Readers by professional status Count As %
Student > Master 12 20%
Researcher 10 17%
Student > Ph. D. Student 9 15%
Student > Bachelor 4 7%
Student > Doctoral Student 3 5%
Other 8 13%
Unknown 14 23%
Readers by discipline Count As %
Biochemistry, Genetics and Molecular Biology 19 32%
Medicine and Dentistry 11 18%
Agricultural and Biological Sciences 6 10%
Nursing and Health Professions 1 2%
Mathematics 1 2%
Other 5 8%
Unknown 17 28%
Attention Score in Context

Attention Score in Context

This research output has an Altmetric Attention Score of 2. This is our high-level measure of the quality and quantity of online attention that it has received. This Attention Score, as well as the ranking and number of research outputs shown below, was calculated when the research output was last mentioned on 29 March 2017.
All research outputs
#14,265,823
of 22,877,793 outputs
Outputs from Oncotarget
#5,566
of 14,327 outputs
Outputs of similar age
#192,067
of 341,017 outputs
Outputs of similar age from Oncotarget
#402
of 1,230 outputs
Altmetric has tracked 22,877,793 research outputs across all sources so far. This one is in the 35th percentile – i.e., 35% of other outputs scored the same or lower than it.

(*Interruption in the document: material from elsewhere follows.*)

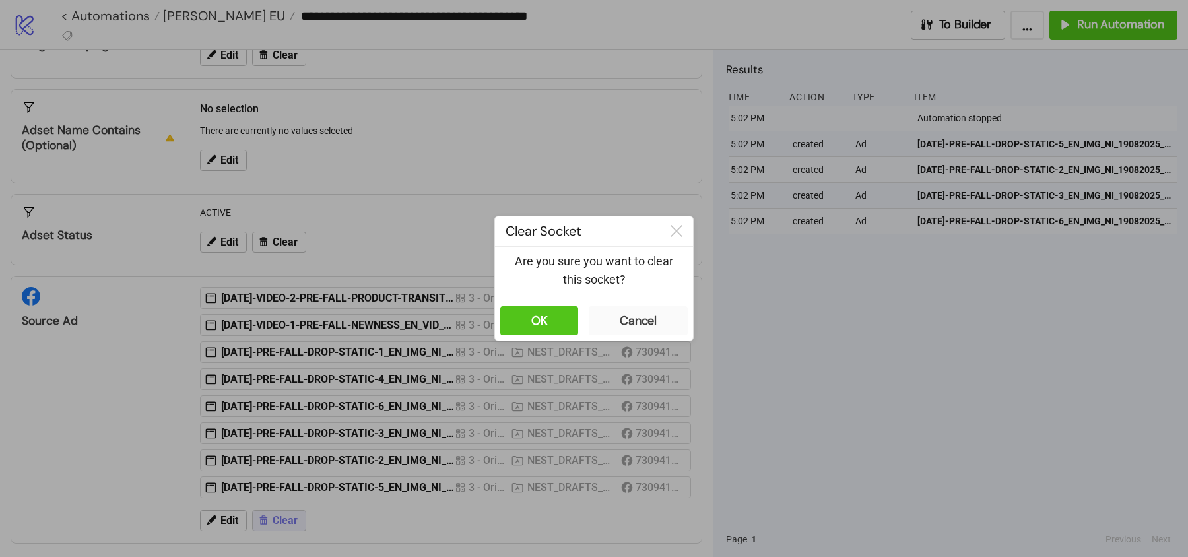  What do you see at coordinates (539, 321) in the screenshot?
I see `button: OK` at bounding box center [539, 321].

So far Altmetric has tracked 14,327 research outputs from this source. They typically receive a little more attention than average, with a mean Attention Score of 5.5. This one has gotten more attention than average, scoring higher than 58% of its peers.
Older research outputs will score higher simply because they've had more time to accumulate mentions. To account for age we can compare this Altmetric Attention Score to the 341,017 tracked outputs that were published within six weeks on either side of this one in any source. This one is in the 41st percentile – i.e., 41% of its contemporaries scored the same or lower than it.
We're also able to compare this research output to 1,230 others from the same source and published within six weeks on either side of this one. This one has gotten more attention than average, scoring higher than 64% of its contemporaries.